Rehab Diary, Part 1: Nancy Lancaster's Garden at Wilderness House - Gardenista
Photography by Jim Powell.
“We’ve got the Wilderness!” my friend Annabelle announced last summer, knowing that I’d be as excited as she was.
As a restoration project, her new home couldn’t have better credentials: it had been modernized by the influential designer Nancy Lancaster in the 1920s and left alone, more or less, since then.
Join us (and Annabelle) over the next few months as we discover clues to the past and resurrect this lovely old garden-in-progress.
The Entryway
The perfectly geometric front door, appropriately facing on to the squares and circles of Nancy Lancaster’s rose parterre. There hasn’t been a great deal of the latter, though I’ve pruned roses.

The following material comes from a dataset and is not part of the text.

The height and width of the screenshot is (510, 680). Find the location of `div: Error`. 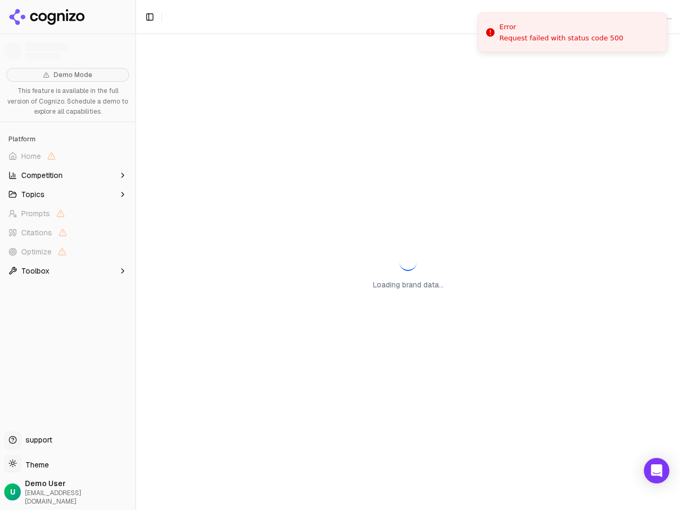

Why grow roses round the door when you can grow pears? The remains of four espaliered pear trees are ranged across the front of the house and we know that a giant pear grew up toward the roof on one side.
The Parterre
Here is the “Before” garden last summer, after 10 years of tenants who shied away from the challenges of Nancy’s garden. At the end of this area there is an unedged flower bed backing on to a low wall over a drop, followed by another drop.
Peony, asking to be pollinated through a mass of nettles and rosebay willowherb. A peony variety that she was keen to make a note of was “Duchess di Nemmus,” for Duchesse de Nemours.
Partly alive, a crabapple tree is formally pruned and a cornerstone of the parterre. When Nancy Lancaster (then Tree) lived at the Wilderness, she was busy refurbishing Kelmarsh Hall, just across the fields.
The Greenhouse
The beleaguered yet efficient greenhouse, with panes of glass surviving here and there. Hydration in the garden remains an issue despite the stream, which becomes a raging torrent in winter.
The Kitchen Garden
The vegetable garden was compacted “like concrete” but has been improved by Annabelle’s au pair (she has been to a chiropractor). When the nettles went, the bindweed revealed itself.